TP: I like the scenario you’re describing, if I may have a vote amongst the human population?
GBPO: [laughs] Well, thank you! But yeah, America has been very kind to me. It’s been much more tolerant of my ideas. The fact that we can go to universities and give talks at Rutgers, they said that my lecture had the highest attendance of any lecture in the history of the university. Now that’s really hopeful, isn’t it?
TP: Yeah, that’s really something.
GBPO: So there’s a definite groundswell amongst the youth. They see through the stupidity and the pettiness and the obsession with status symbols and know there’s got to be another path. We use the pandrogyne as a symbol of unity and inclusiveness. It’s about similarities, not differences, and about absorbing lovingly everything, rather than separating from things and squabbling for a tiny bit of power.
TP: Now, I have a bit of a stupid question, but how is pandrogyny received within the transgender community? Is it welcomed, or is there fear and distance placed between the two?
GBPO: That’s not a stupid question; that’s actually a really good question. It’s interesting because the transgender community has been the most resistant.
TP: That’s what I would have guessed.
GBPO: This is no way critical, we still do things to support the transgender community for example, there’s a halfway house for teenage trannies in New York and we give them beautiful designer clothes that we are not using. But the difference in a way, as Jaye would explain it, is that transgendered people feel as if they’re a man trapped in a woman’s body or that they’re a woman trapped in a man’s body. The pandrogyne just feels trapped in the body. And there’s a certain part amongst transgendered people’s vision of themselves that they want to become another gender. Our ideas are not about gender at all, although they can look that way.
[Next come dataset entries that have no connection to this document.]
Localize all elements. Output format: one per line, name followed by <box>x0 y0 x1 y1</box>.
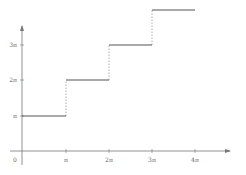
x-tick-label: 3π <box>148 156 156 163</box>
jump-connectors <box>66 10 152 116</box>
x-tick-label: 2π <box>105 156 113 163</box>
step-function-chart: 0 π 2π 3π 4π π 2π 3π <box>0 0 246 175</box>
x-tick-label: 4π <box>191 156 199 163</box>
y-tick-label: 2π <box>9 76 17 83</box>
step-segments <box>22 10 195 116</box>
y-tick-labels: π 2π 3π <box>9 41 17 119</box>
x-tick-labels: 0 π 2π 3π 4π <box>13 156 199 163</box>
x-tick-label: π <box>64 156 68 163</box>
y-tick-label: π <box>13 112 17 119</box>
y-tick-label: 3π <box>9 41 17 48</box>
x-tick-label: 0 <box>13 156 17 163</box>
There’s been this sense of feeling, not exactly threatened, but that we’re betraying their struggle for the right to change gender by not being so concerned about gender. For them, that’s the big issue. And we’re saying, it doesn’t matter. That’s the only community that’s sort of been aggressive towards us, which surprised us at first. We weren’t expecting that at all. But when you look back at the struggle they’ve been through for any kind of acceptance, it’s been very recent that people are starting to be aware of that general issue through television programs and so on. And it would be wrong to belittle that struggle that so many people have.
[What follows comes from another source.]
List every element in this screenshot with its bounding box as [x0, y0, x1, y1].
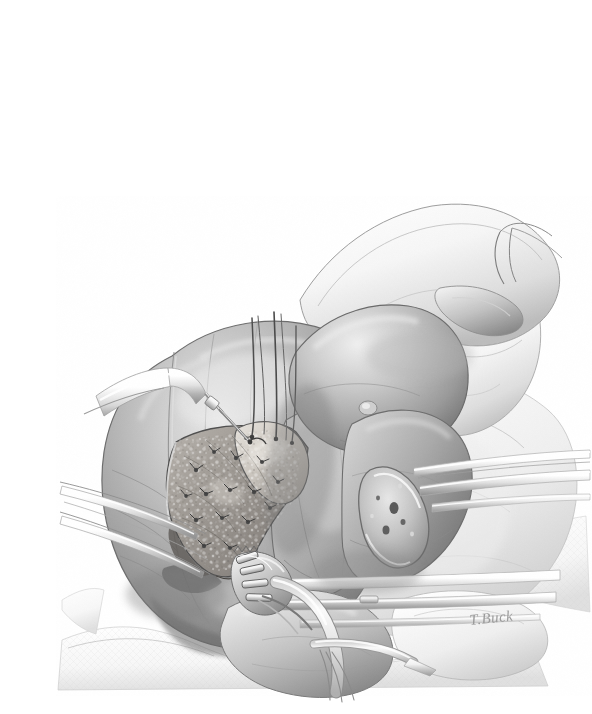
surgical-illustration: T.Buck — [0, 0, 592, 714]
illustration-page: T.Buck Hepatic resection — hemostasis of… — [0, 0, 592, 714]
We’ve been very fortunate, coming from a context where life is art and art is our life and we’re self-employed and so we can create our own fantasy life with the minimum interference. Other people don’t have that, they’re trapped in mundane jobs and they’re trapped in small towns maybe and they suffer in terrible ways from violence and humiliation and ridicule. But we’re not the enemy. We’re there to embrace and include them, too.